Orthorexia, Tai Chi, and Wabi-Sabi
As a nation we have become pretty obsessive about food and health. We worry about it so much that, for lots of people today, the primary daily question is no longer “What’s for dinner?”, but rather “How will what I eat at dinner affect my health?’
The condition of worrying about whether we are eating the right thing even has its own title: Orthorexia.
We are orthorexics, people with an unhealthy obsession about healthy eating.

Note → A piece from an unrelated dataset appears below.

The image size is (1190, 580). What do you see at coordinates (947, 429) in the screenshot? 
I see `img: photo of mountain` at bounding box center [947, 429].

Well, you can't quite see us behind the great windows of the Cliffs of Moher visitor centre, but we were there on Saturday night at An Evening on the Edge of the World, the highlight of the first Burren Slow Food festival.

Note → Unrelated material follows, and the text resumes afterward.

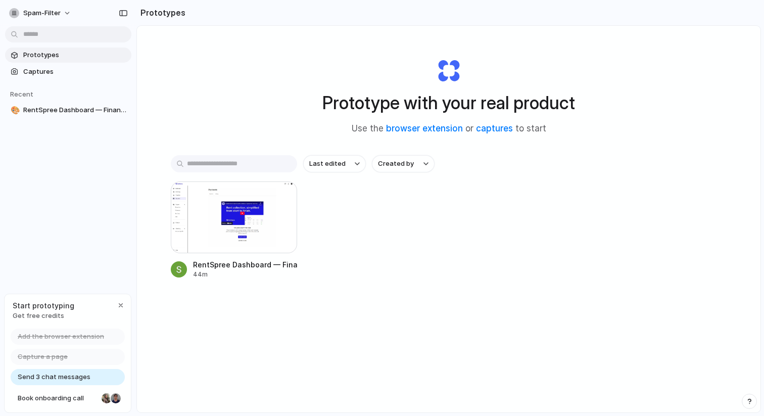 The width and height of the screenshot is (764, 416). I want to click on span: Created by, so click(396, 164).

As a nation we have become pretty obsessive about food and health. We worry about it so much that, for lots of people today, the primary daily question is no longer “What’s for dinner?”, but rather “How will what I eat at dinner affect my health?’
The condition of worrying about whether we are eating the right thing even has its own title: Orthorexia.
We are orthorexics, people with an unhealthy obsession about healthy eating.
“To be an inspired wine taster, you must be capable of experiencing synesthesia. “Ça descend la gorge comme le bebé Jesu en culottes de velours,” the French say. “It goes down the throat like the baby Jesus in velvet underwear.” A great terroir wine you can visualize as possessing a center, a core; I sometimes visualize terroir wines as planetary systems, with the minerals exerting the gravitational pull of the sun. Or, I see the minerals as the backbone, the skeleton of the wine, that which gives the wine stability and persistence.
‘My 10-minute meal would be a piece of chicken or a piece of fish, and I chop up a whole lot of herbs, a little salt, olive oil, and pack this on both sides, and I just cook it in a cast iron pan 'till it's all brown. Meanwhile I boil up some new potatoes and I have a salad and I make a vinaigrette that goes over everything. That's 10 minutes. But it's not 10 minutes if I haven't thought about the salad in advance, having found some herbs and grown them in my garden”.
Urs and Helen Tobler, of Kilkenny's splendid Vendemia Wines, write...
Just to let you know that we have opened an organic wine bar in Kilkenny. We thought it would be the best way to showcase our wines and so far we have had no complaints! We opened quietly in January and the learning curve continues!
We must be the only organic and biodynamic wine-bar in Ireland!